Thater and her husband went to Giverny in July 2025, just six months after they lost their Altadena home, belongings and equipment in the Eaton fire, and decades after Thater was a 1991 Claude Monet Foundation artist-in-residence, during which time she lived and worked for six months on the grounds of Monet’s home. She also took footage of the garden during that time, which became 1992’s “Oo Fifi, Part 1” (Fifi was a sweet cat who lived in the garden, Thater said).
The video from Part 1 separates into red, green and blue color components, and is inspired by Monet separating instead of mixing color. In Part 2 — also created in 1991 — the same video appears with each color projected by a different projector, and the image reassembled. LACMA owns both video pieces. Unlike in 1991, when Thater used a camcorder with analog tapes, in 2025 she used a heavy 6K digital camera by Blackmagic.
Living in Giverny, she shot 40 hours of video and used only 90 minutes for Part 1 and Part 2. “With this piece, I thought I was going to put something together with original footage,” said Thater. “Then all my footage burned in the fire.
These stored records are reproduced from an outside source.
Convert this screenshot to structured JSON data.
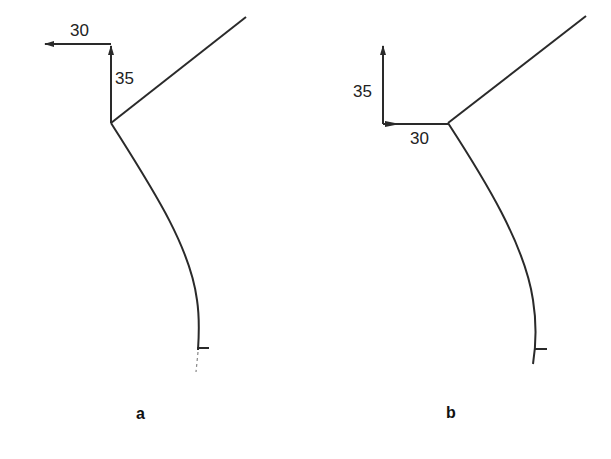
{
  "panels": [
    {
      "id": "a",
      "label": "a",
      "dimension_horizontal": "30",
      "dimension_vertical": "35",
      "horizontal_arrow_direction": "left",
      "vertical_arrow_direction": "up"
    },
    {
      "id": "b",
      "label": "b",
      "dimension_horizontal": "30",
      "dimension_vertical": "35",
      "horizontal_arrow_direction": "right",
      "vertical_arrow_direction": "up"
    }
  ],
  "colors": {
    "line": "#2a2a2a",
    "background": "#ffffff"
  }
}
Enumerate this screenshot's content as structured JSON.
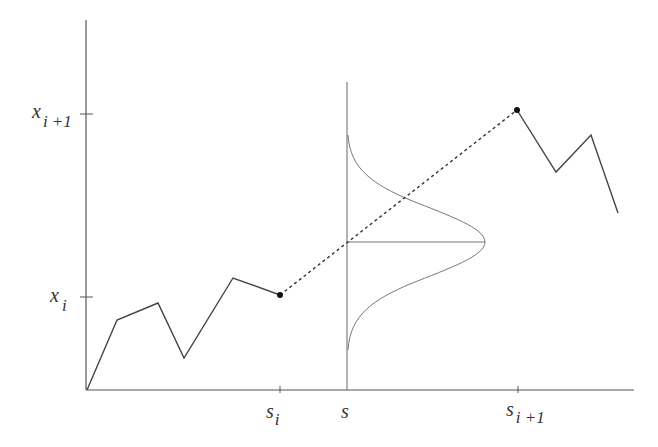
{
  "diagram": {
    "type": "brownian-bridge-interpolation",
    "y_axis_labels": {
      "upper": {
        "base": "x",
        "sub": "i +1"
      },
      "lower": {
        "base": "x",
        "sub": "i"
      }
    },
    "x_axis_labels": {
      "left": {
        "base": "s",
        "sub": "i"
      },
      "middle": {
        "base": "s",
        "sub": ""
      },
      "right": {
        "base": "s",
        "sub": "i +1"
      }
    },
    "colors": {
      "axis": "#555555",
      "path": "#444444",
      "gaussian": "#777777",
      "dot": "#111111"
    },
    "path_left": [
      [
        87,
        390
      ],
      [
        117,
        320
      ],
      [
        158,
        303
      ],
      [
        184,
        358
      ],
      [
        233,
        278
      ],
      [
        280,
        295
      ]
    ],
    "path_right": [
      [
        517,
        110
      ],
      [
        556,
        172
      ],
      [
        591,
        135
      ],
      [
        618,
        213
      ]
    ],
    "endpoint_left": [
      280,
      295
    ],
    "endpoint_right": [
      517,
      110
    ]
  }
}
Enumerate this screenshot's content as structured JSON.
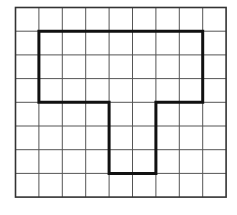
{
  "diagram": {
    "type": "grid-figure",
    "grid": {
      "columns": 9,
      "rows": 8,
      "origin_px": [
        15.5,
        7.5
      ],
      "cell_w_px": 23.4,
      "cell_h_px": 23.7,
      "line_color": "#555555",
      "border_color": "#333333"
    },
    "shape": {
      "name": "T-shaped polygon",
      "stroke_color": "#111111",
      "vertices_cells": [
        [
          1,
          1
        ],
        [
          8,
          1
        ],
        [
          8,
          4
        ],
        [
          6,
          4
        ],
        [
          6,
          7
        ],
        [
          4,
          7
        ],
        [
          4,
          4
        ],
        [
          1,
          4
        ]
      ]
    }
  }
}
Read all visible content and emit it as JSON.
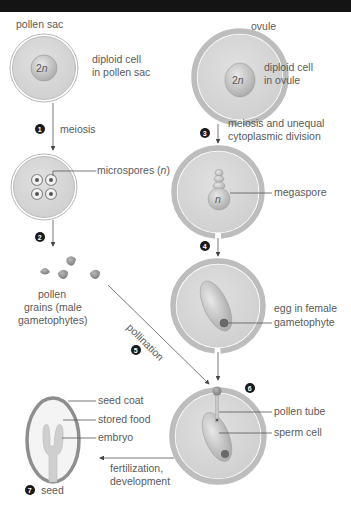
{
  "diagram": {
    "colors": {
      "cell_fill": "#d6d6d6",
      "wall": "#b4b4b4",
      "nucleus": "#c2c2c2",
      "dark": "#6a6a6a",
      "text": "#5a5a5a",
      "badge": "#1a1a1a",
      "top_band": "#141414"
    },
    "left_column": {
      "pollen_sac_label": "pollen sac",
      "diploid_cell_label_line1": "diploid cell",
      "diploid_cell_label_line2": "in pollen sac",
      "nucleus_label": "2",
      "nucleus_label_n": "n",
      "step1_badge": "1",
      "step1_label": "meiosis",
      "microspores_label": "microspores (",
      "microspores_n": "n",
      "microspores_close": ")",
      "step2_badge": "2",
      "pollen_grains_line1": "pollen",
      "pollen_grains_line2": "grains (male",
      "pollen_grains_line3": "gametophytes)"
    },
    "right_column": {
      "ovule_label": "ovule",
      "diploid_cell_label_line1": "diploid cell",
      "diploid_cell_label_line2": "in ovule",
      "nucleus_label": "2",
      "nucleus_label_n": "n",
      "step3_badge": "3",
      "step3_label_line1": "meiosis and unequal",
      "step3_label_line2": "cytoplasmic division",
      "megaspore_n": "n",
      "megaspore_label": "megaspore",
      "step4_badge": "4",
      "egg_label_line1": "egg in female",
      "egg_label_line2": "gametophyte",
      "step6_badge": "6",
      "pollen_tube_label": "pollen tube",
      "sperm_cell_label": "sperm cell"
    },
    "pollination": {
      "label": "pollination",
      "step5_badge": "5"
    },
    "seed": {
      "seed_coat_label": "seed coat",
      "stored_food_label": "stored food",
      "embryo_label": "embryo",
      "fertilization_line1": "fertilization,",
      "fertilization_line2": "development",
      "step7_badge": "7",
      "seed_label": "seed"
    },
    "caption": "Figure (caption cropped)"
  }
}
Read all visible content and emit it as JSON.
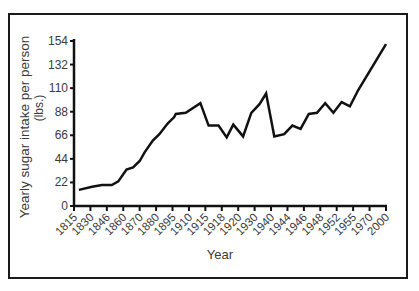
{
  "chart_data": {
    "type": "line",
    "title": "",
    "xlabel": "Year",
    "ylabel": "Yearly sugar intake per person",
    "ylabel_unit": "(lbs.)",
    "ylim": [
      0,
      154
    ],
    "yticks": [
      "0",
      "22",
      "44",
      "66",
      "88",
      "110",
      "132",
      "154"
    ],
    "categories": [
      "1815",
      "1830",
      "1846",
      "1860",
      "1870",
      "1880",
      "1895",
      "1910",
      "1915",
      "1918",
      "1920",
      "1930",
      "1940",
      "1944",
      "1946",
      "1948",
      "1952",
      "1955",
      "1970",
      "2000"
    ],
    "series": [
      {
        "name": "Yearly sugar intake per person",
        "values": [
          14,
          18,
          20,
          30,
          42,
          61,
          80,
          90,
          75,
          66,
          65,
          95,
          88,
          72,
          80,
          96,
          90,
          100,
          128,
          151
        ]
      }
    ],
    "line_points": [
      [
        0.3,
        15
      ],
      [
        1.1,
        18
      ],
      [
        1.7,
        19.6
      ],
      [
        2.3,
        19.6
      ],
      [
        2.7,
        23
      ],
      [
        3.2,
        34
      ],
      [
        3.6,
        36
      ],
      [
        4.0,
        42
      ],
      [
        4.3,
        50
      ],
      [
        4.8,
        61
      ],
      [
        5.2,
        67
      ],
      [
        5.7,
        77
      ],
      [
        6.1,
        83
      ],
      [
        6.2,
        86
      ],
      [
        6.8,
        87
      ],
      [
        7.7,
        96
      ],
      [
        8.2,
        75
      ],
      [
        8.8,
        75
      ],
      [
        9.3,
        64
      ],
      [
        9.7,
        76
      ],
      [
        10.3,
        65
      ],
      [
        10.8,
        87
      ],
      [
        11.3,
        95
      ],
      [
        11.7,
        105
      ],
      [
        12.2,
        65
      ],
      [
        12.8,
        67
      ],
      [
        13.3,
        75
      ],
      [
        13.8,
        72
      ],
      [
        14.3,
        86
      ],
      [
        14.8,
        87
      ],
      [
        15.3,
        96
      ],
      [
        15.8,
        87
      ],
      [
        16.3,
        97
      ],
      [
        16.8,
        93
      ],
      [
        17.3,
        108
      ],
      [
        19.0,
        151
      ]
    ],
    "grid": false,
    "legend": "none",
    "line_color": "#111111"
  }
}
I said to my husband, ‘I don’t know what to do.’ He said, ‘You’re going to go back.’ So, I did.”
For Thater, creating after the Eaton fire has been both challenging and freeing.
“It’s hard to explain what it’s like to have absolutely nothing left of your life,” said Thater, as the night sky grew dark, and her name shone in bright bold yellow and orange letters across the wall. “To be able to make this piece is a breakthrough for me. It’s great that Michael and Rita have supported me and have let me come here as much as I want and do all these tests and fool around with color and titles. It’s allowed me to get out of the pit that I live in right now.”
Leaving a lasting legacy via a medium that’s only around 75 years old is not lost on Thater, who said video and film are ripe for innovation. She also hopes this new work will inspire future generations of artists, and plans to bring her ArtCenter students to see the installation once it’s open.
This, she said to Govan, was a promise.